= Records for the task =
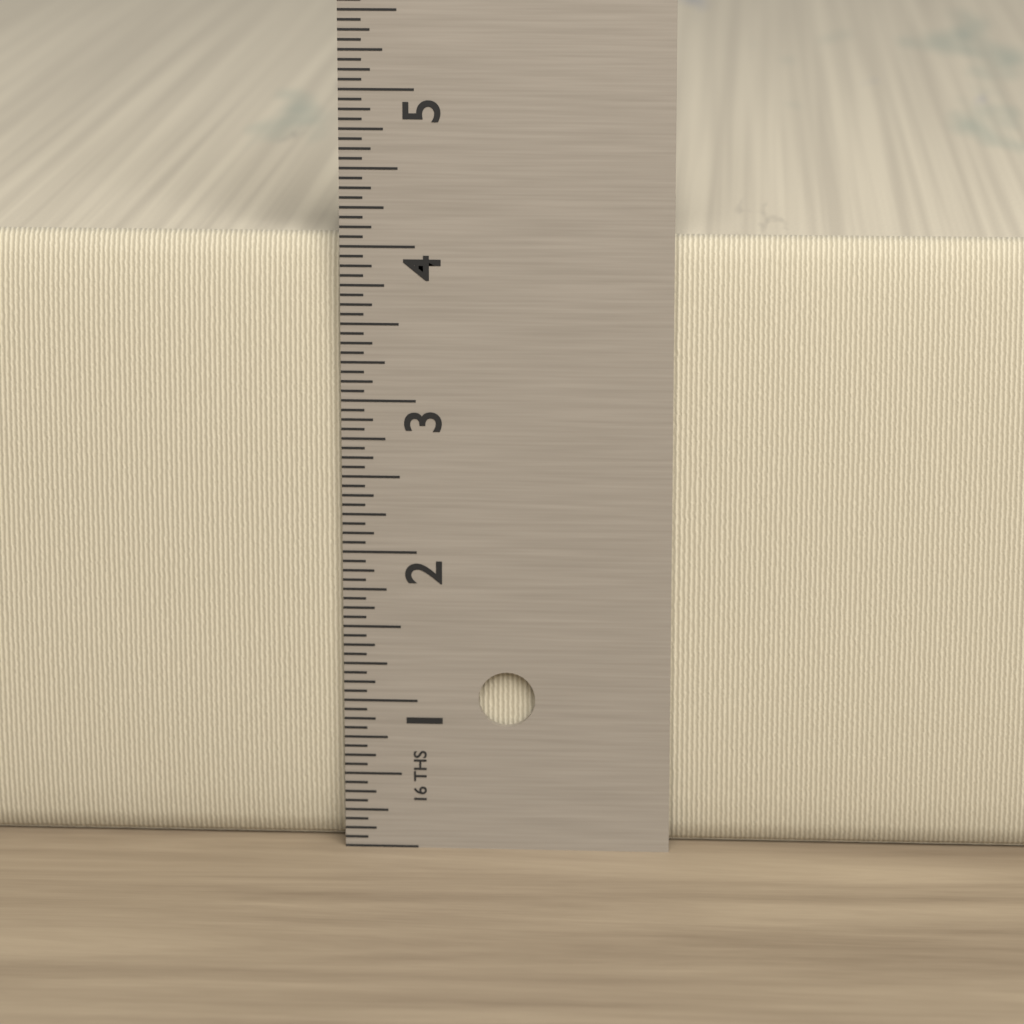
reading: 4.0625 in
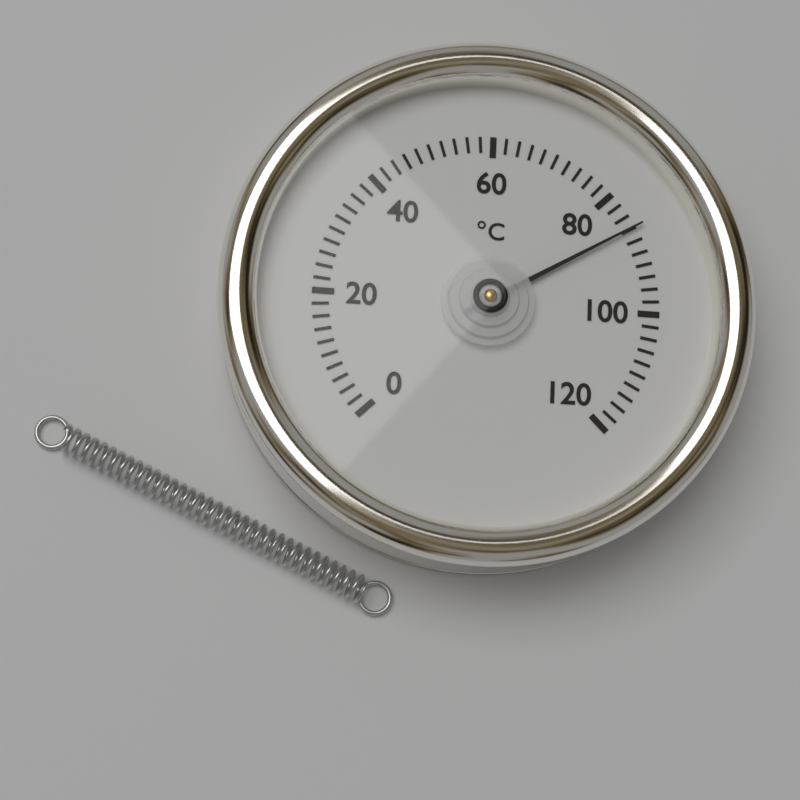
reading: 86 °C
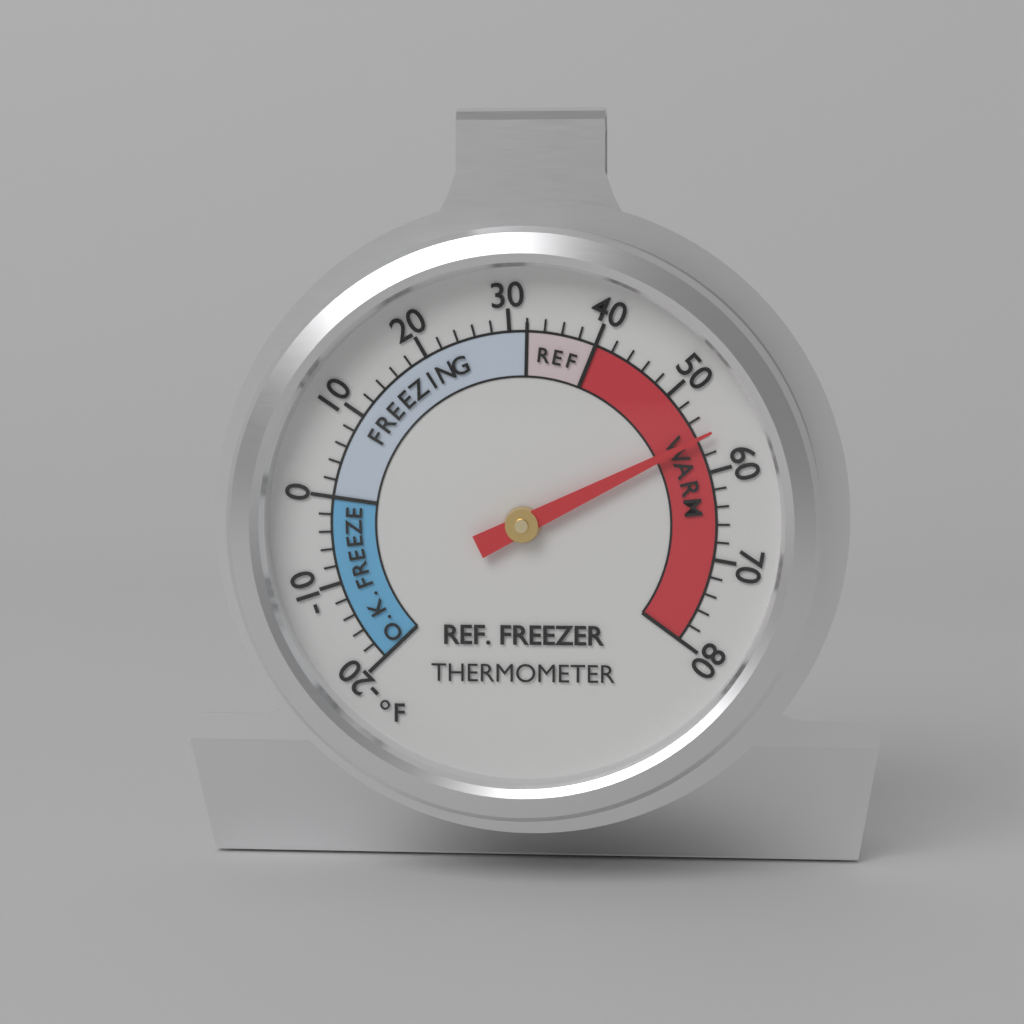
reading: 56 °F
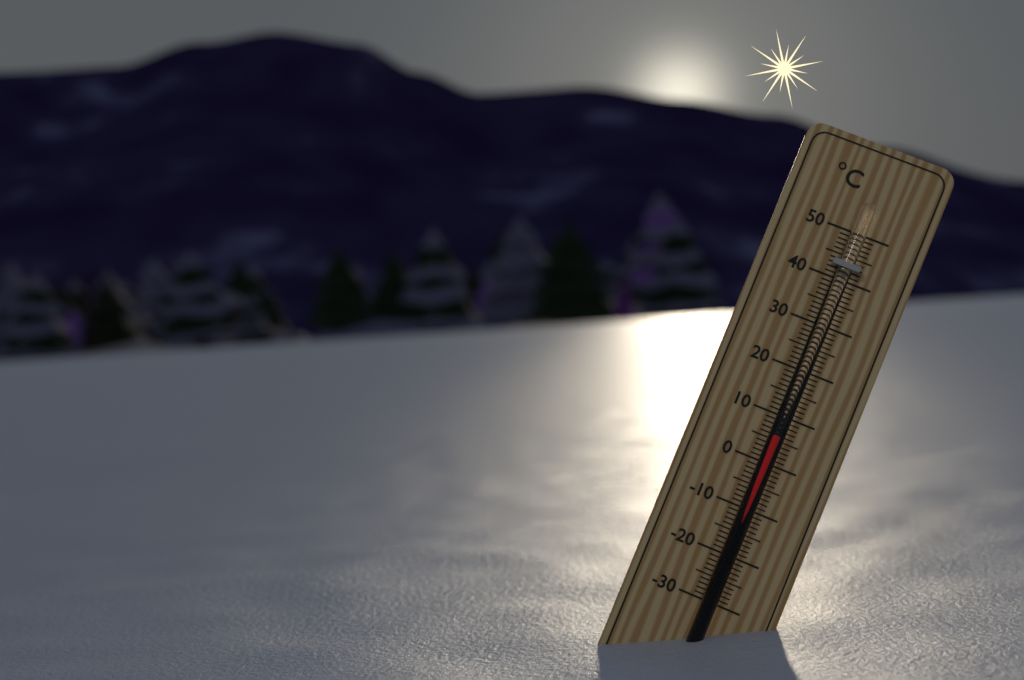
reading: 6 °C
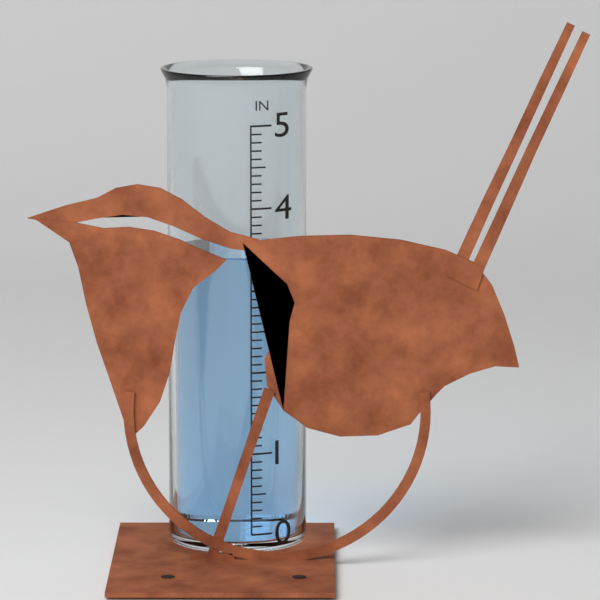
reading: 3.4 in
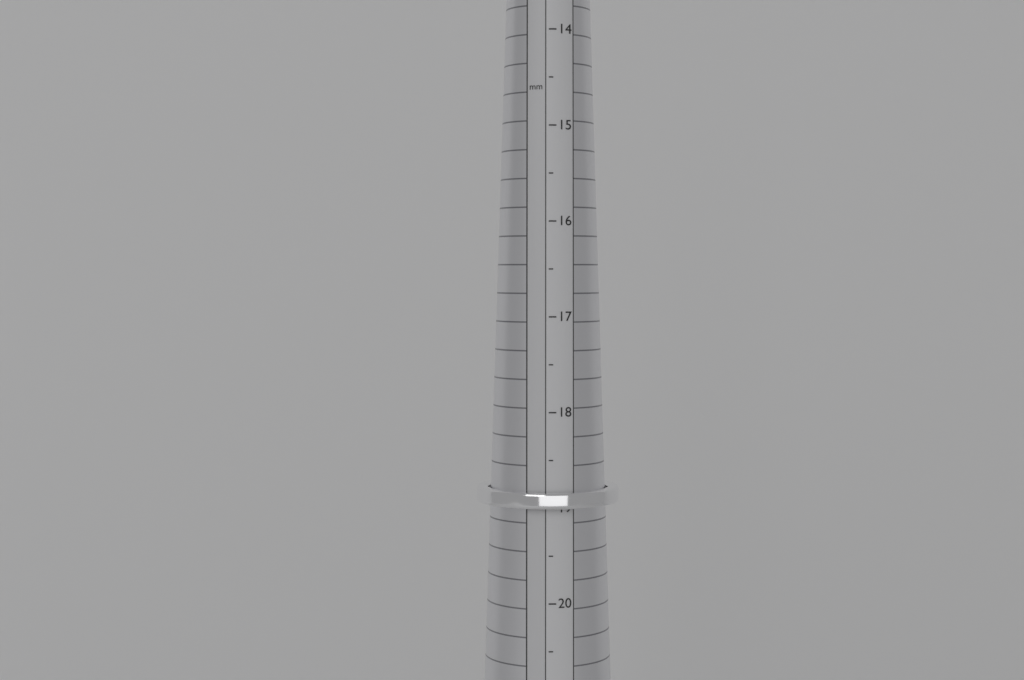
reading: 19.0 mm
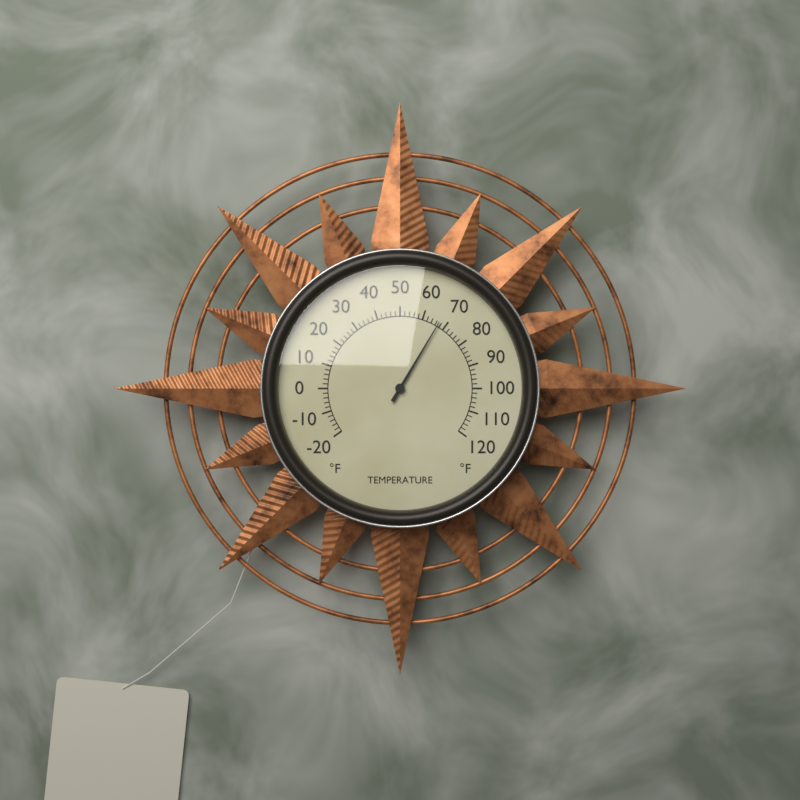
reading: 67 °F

= Brief =
Print the material above once more, exactly, minus the pictures.

= Output for this exercise =
reading: 4.0625 in
reading: 86 °C
reading: 56 °F
reading: 6 °C
reading: 3.4 in
reading: 19.0 mm
reading: 67 °F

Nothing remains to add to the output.